Title: Primates of Park Avenue
Author: Wednesday Martin
Publisher: Simon & Schuster
Publication Date: June 2, 2015
ISBN: 9781476762623
Synopsis from Goodreads:
After marrying a man from the Upper East Side and moving to the neighborhood, Wednesday Martin struggled to fit in. Drawing on her background in anthropology and primatology, she tried looking at her new world through that lens, and suddenly things fell into place. She understood the other mothers’ snobbiness at school drop-off when she compared them to olive baboons. Her obsessional quest for a Hermes Birkin handbag made sense when she realized other females wielded them to establish dominance in their troop. And so she analyzed tribal migration patterns, display rituals, physical adornment, mutilation, mating practices, extra-pair copulation, and more. Her conclusions are smart, thought-provoking, and hilariously unexpected.
—–
There’s a lot of controversy around the truthfulness of Wednesday Martin’s Primates of Park Avenue and to be honest, her style of writing and her stories seem somewhat falsified without the claims made in the media. Wednesday and her husband move into an apartment on Park Avenue, and while the author takes a humorous, Jane Goodall and the apes type approach to her observations on the socialite wives of the wealthiest neighbourhood in Manhattan, her descriptions don’t really allow us to get to know these women and their inner thoughts, feelings and experiences. Martin’s observations come off as the thoughts of the scorned outsider, eager to fit in, but decidedly never fully included in the goings on of the group that she so desires to assimilate in to.
While Martin’s style of writing had me chuckling sometimes, imaging the women as bonobos, gorillas, or various apes, her descriptions do little to share the truth of these women’s lives. She glosses over their struggles with anxiety and the immense pressure to fit into a world that expects an incredible amount, to focus instead on the ridiculous prices of handbags and blowouts. It was a bit of a struggle to read because I wanted more. Her stories felt like anecdotes and gossip told at the lunch table with your gals, not the truth of the life of these women who, although are extraordinarily affluent, live an intense life of expected perfection and unattainable expectations.
I was not as impressed as I’d hoped with Martin’s book. A bit of a flop in my opinion.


__REQUIREMENT__:
Return every entry below exactly as written, minus the pictures.

__DATA FOR THIS EXERCISE__:

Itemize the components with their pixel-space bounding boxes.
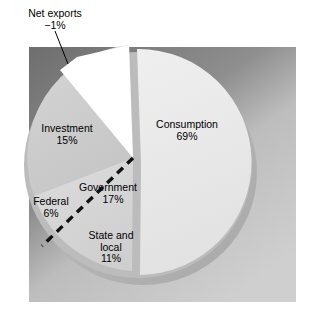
label-state-local: State and local 11% [71, 230, 151, 265]
label-federal-name: Federal [20, 196, 82, 208]
label-state-local-value: 11% [71, 253, 151, 265]
label-investment: Investment 15% [24, 123, 110, 146]
label-net-exports-name: Net exports [10, 8, 100, 20]
label-federal-value: 6% [20, 208, 82, 220]
pie-chart-canvas [0, 0, 309, 316]
label-consumption-name: Consumption [142, 119, 232, 131]
label-federal: Federal 6% [20, 196, 82, 219]
label-government-name: Government [66, 182, 150, 194]
label-net-exports: Net exports −1% [10, 8, 100, 31]
label-investment-name: Investment [24, 123, 110, 135]
label-government-value: 17% [76, 194, 150, 206]
label-consumption-value: 69% [142, 131, 232, 143]
label-net-exports-value: −1% [10, 20, 100, 32]
pie-chart-figure: Net exports −1% Consumption 69% Investme… [0, 0, 309, 316]
label-investment-value: 15% [24, 135, 110, 147]
label-consumption: Consumption 69% [142, 119, 232, 142]
label-state-local-name: State and [71, 230, 151, 242]
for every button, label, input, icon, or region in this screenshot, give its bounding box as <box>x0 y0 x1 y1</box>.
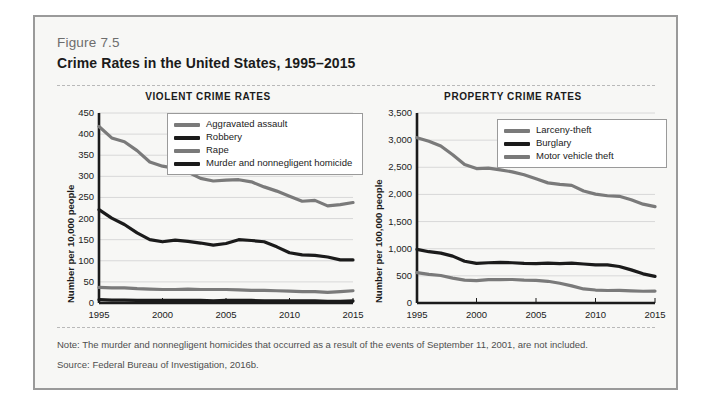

__SOLUTION FOR THIS PROBLEM__:
Itemize the components with their pixel-space bounding boxes.
label-state-local: State and local 11% [71, 230, 151, 265]
label-federal-name: Federal [20, 196, 82, 208]
label-state-local-value: 11% [71, 253, 151, 265]
label-investment: Investment 15% [24, 123, 110, 146]
label-net-exports-name: Net exports [10, 8, 100, 20]
label-federal-value: 6% [20, 208, 82, 220]
pie-chart-canvas [0, 0, 309, 316]
label-consumption-name: Consumption [142, 119, 232, 131]
label-federal: Federal 6% [20, 196, 82, 219]
label-government-name: Government [66, 182, 150, 194]
label-net-exports: Net exports −1% [10, 8, 100, 31]
label-investment-name: Investment [24, 123, 110, 135]
label-government-value: 17% [76, 194, 150, 206]
label-consumption-value: 69% [142, 131, 232, 143]
label-net-exports-value: −1% [10, 20, 100, 32]
pie-chart-figure: Net exports −1% Consumption 69% Investme… [0, 0, 309, 316]
label-investment-value: 15% [24, 135, 110, 147]
label-consumption: Consumption 69% [142, 119, 232, 142]
label-state-local-name: State and [71, 230, 151, 242]
for every button, label, input, icon, or region in this screenshot, give its bounding box as <box>x0 y0 x1 y1</box>.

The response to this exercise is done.